The Jesuit-run Holy Trinity Church in Washington is surrounded by homes of some members of Congress, diplomats and other Washington notables. John F. Kennedy occasionally attended Mass there when he was U.S. president. Maria Madre de los Pobres’ claim to fame is that, because of its high homicide rate, it’s appeared in the pages of The New York Times and other publications whenever there’s a need to illustrate the depravity of gang violence in Latin America.
But the way Legowski sees it, the sense of community and faith found in La Chacra, makes it also a place to strengthen and fill one’s spiritual well.
She said saw a real-life Stations of the Cross in a recent incident in which a community member named Carlos was stripped, beaten, and left for dead, or in a mother mourning the murder of her son at the hands of local gangs.
In another church nearby, during a “migrant Via Crucis” focused on those who are forced to flee their native countries, she thought about Jesus’ suffering during one of the stations depicting one of the many Salvadoran women who have left the country for the U.S. looking for work. The scene at that particular station depicted an injured migrant near the U.S.-Mexico border. Like the biblical Veronica, who stepped in to wipe Jesus’ forehead when he was carrying his cross to Golgotha, another woman, a Veronica of sorts, stepped in to wipe the brow of the migrant.
“I now see the (Stations of the Cross) as something present in our lives, in the here and now, and not just a series of events that happened to one man 2,000 years ago,” she said.
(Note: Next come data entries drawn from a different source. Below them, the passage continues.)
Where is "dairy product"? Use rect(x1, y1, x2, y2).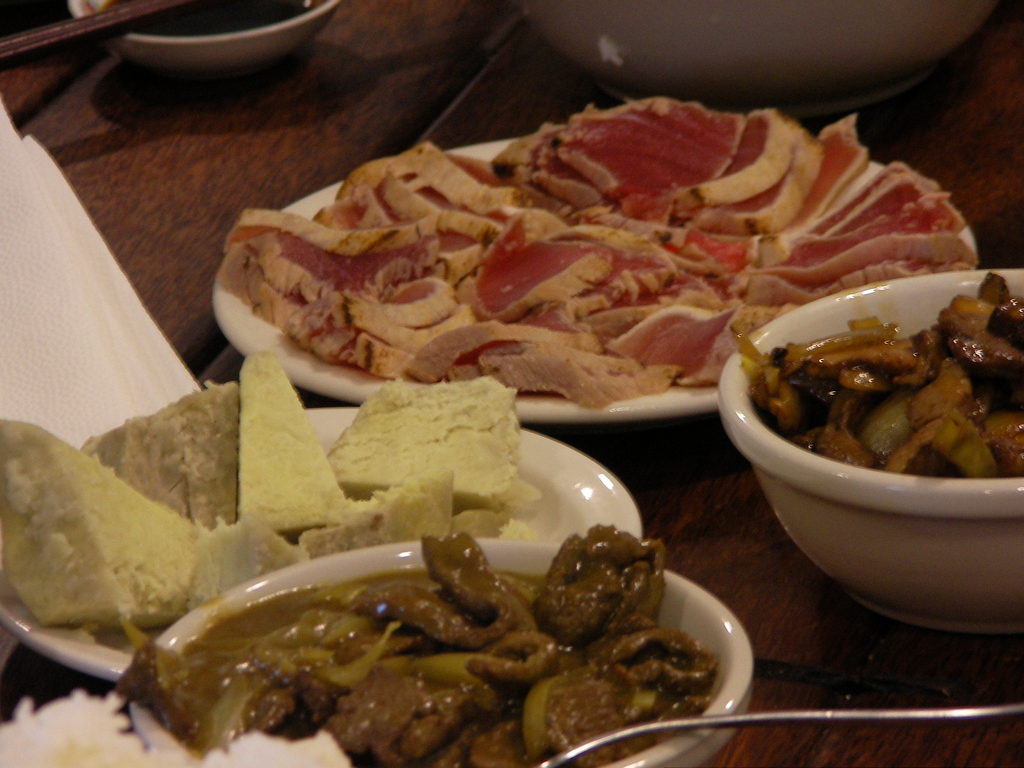
rect(1, 420, 196, 632).
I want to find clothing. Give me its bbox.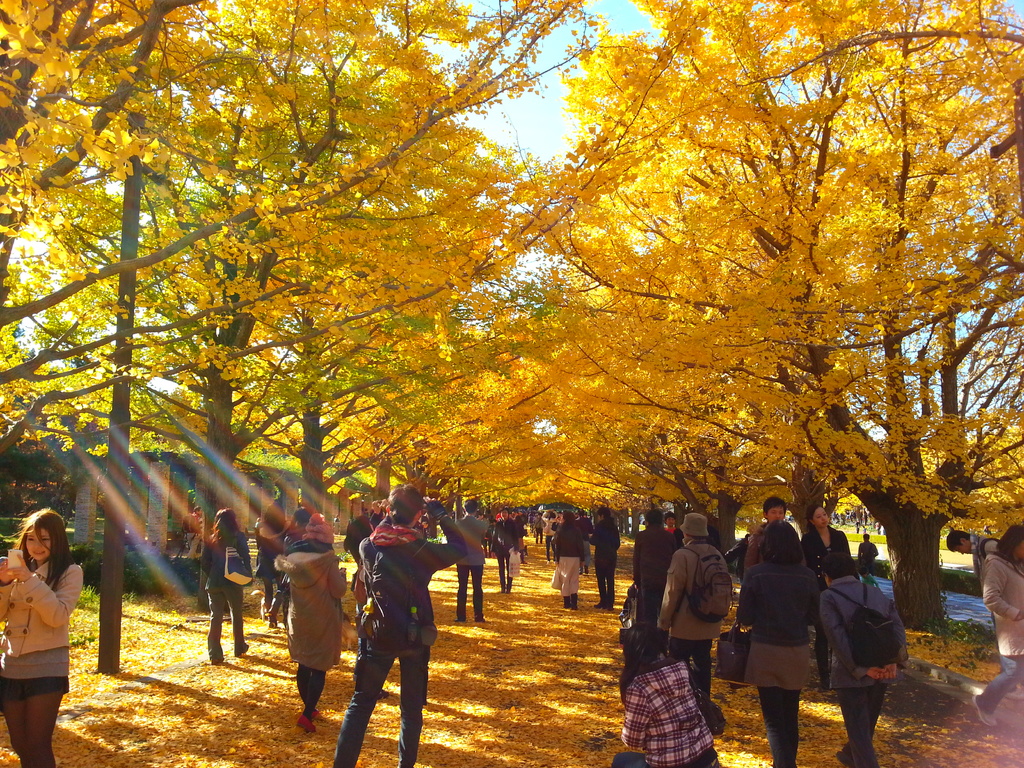
pyautogui.locateOnScreen(252, 513, 295, 618).
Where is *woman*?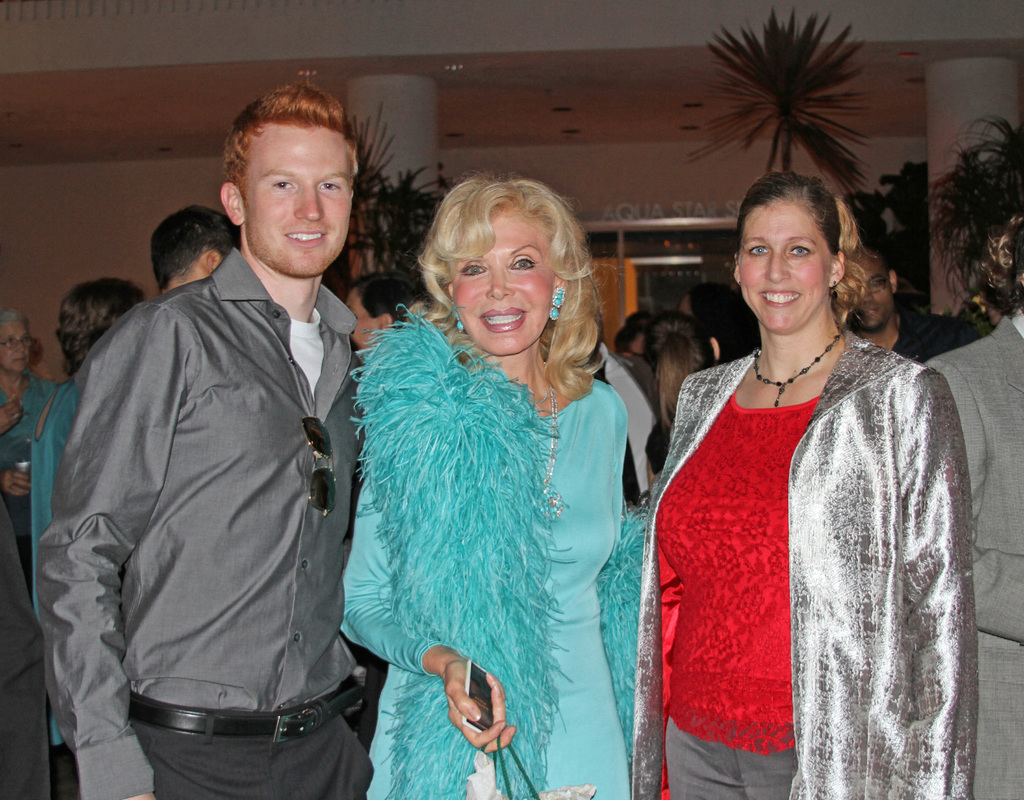
box(340, 169, 656, 799).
Being in El Salvador during Holy Week and entering Resurrection Sunday here “has caused me to think very differently about the images I’d seen painted or carved on church walls throughout my childhood,” she said in an interview with Catholic News Service. Today, she sees what they mean as they pertain to situations unfolding before her eyes.
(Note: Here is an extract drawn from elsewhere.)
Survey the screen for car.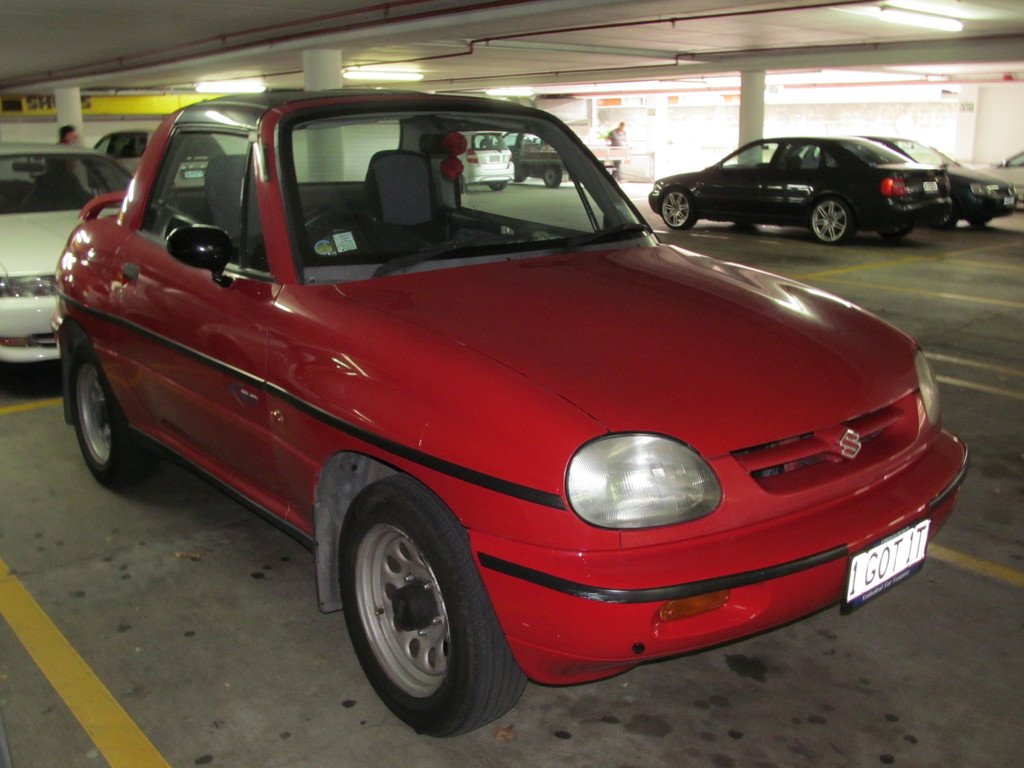
Survey found: (646,132,953,250).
Just as Holy Trinity-Georgetown is part of her spiritual community, so is Maria Madre de los Pobres, and the worries of the parishioners there are her worries, too, she said. While she has seen a lot of suffering, she also has learned that the parish doesn’t allow other members of the community to bear his or her burdens alone. Maria Madre de los Pobres is a place, she said, “where the entire community reaches out to help carry the collective cross. It may be poor financially, but not socially.
“What I receive is a powerful sense of connection and community, in spite of my nascent (Spanish) language skills. When I later encounter someone with whom I walked and prayed, we smile and nod at each other. We are now one,” she said.
And that’s where, in the midst of all suffering, she has discovered the great lesson of Christianity : “There is hope of change, of resurrection,” she said.